My heart, my battered, tattered, aching heart squeezes at the mention of his name.  It slips off my tongue like a plea.  “Cole,” I tell her. “Cole Danzer will probably be here soon.”  How long has it been since Emmy and I left the house in the ambulance?  How long has it been since he said he’d be right behind us?

Another shot of panic wrecks my chest, sending bone and blood spraying.  What if…?  I suck in a breath and hold it to still the throbbing of my insides.

Please God, don’t let him be hurt.  I couldn’t take anything more right now.  Nothing more.  Please.

“I’ll send word to the ER waiting room. He’ll probably show up there first.”

I try to smile. I’m not sure how effective my efforts are.  “Thank you.”

She nods.  “Of course. I’ll be right back with your coffee.”

As soon as the door is closed, I head for Emmy’s bed.
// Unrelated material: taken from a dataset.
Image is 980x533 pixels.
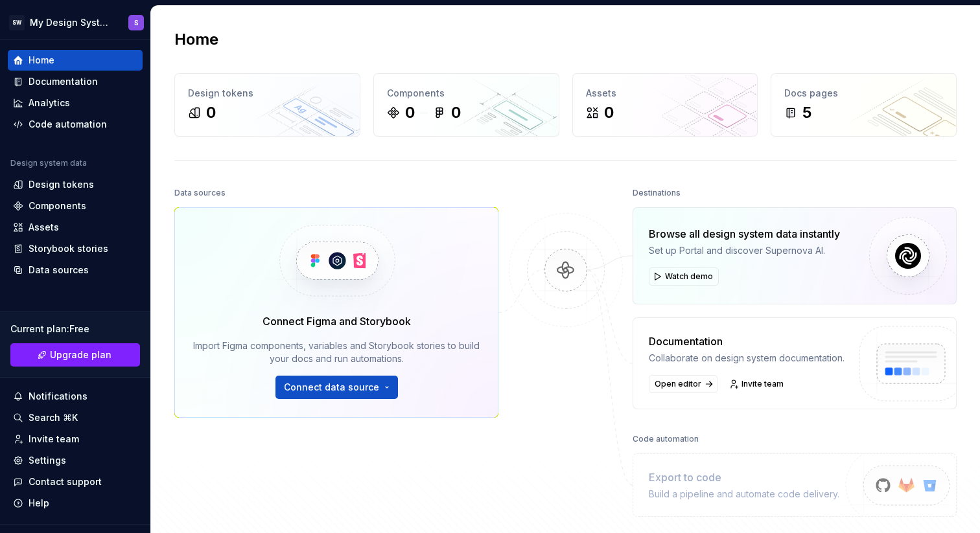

I perch one hip on the edge of the mattress. “Emmy, it’s me,” I announce quietly.

I listen for a response. Anything.  A word, a moan, a whimper. I hear nothing but the soft whir of the Bear Hugger machine that pumps warm air into the plastic blanket that rests between her skin and the cloth ones.

“Can you open your eyes and look at me, baby?”  I try to keep my voice steady, even though it wants to tremble. As does my chin.  But I hold back the shaking and the tremors, the tears and the sobs. I want to wake her up, not scare her.

“Emmmy.  Emmmmaline Saaaage,” I say in a sing-song voice.  “Wake up, sleeping beauty.”

She doesn’t stir.  I reach under the covers and take her slowly-warming hand, stroking each tiny finger from base to tip, massaging them, trying to help coax blood back into them.

I start to hum her favorite song. It’s from a cartoon that she loves. She always sings along to it when it comes on, and then again when it goes off.  I stop every few bars to speak her name. To tell her I love her. To ask her to open her eyes.

I smell the coffee before I hear Vera bringing it in.  But when I turn to thank her, it isn’t Vera holding the steaming cup. It’s Cole.

He’s pale.  His hair is mussed like his run his fingers through the longish locks a thousand times.  His eyes are flat when they meet mine.

“Is it okay that I’m here?” he asks, his voice a low, soothing balm to my frazzled nerves.

I nod, unable to form the words that would tell him how very grateful I am that he came when he did tonight, that he helped me find my daughter, that he helped save her life.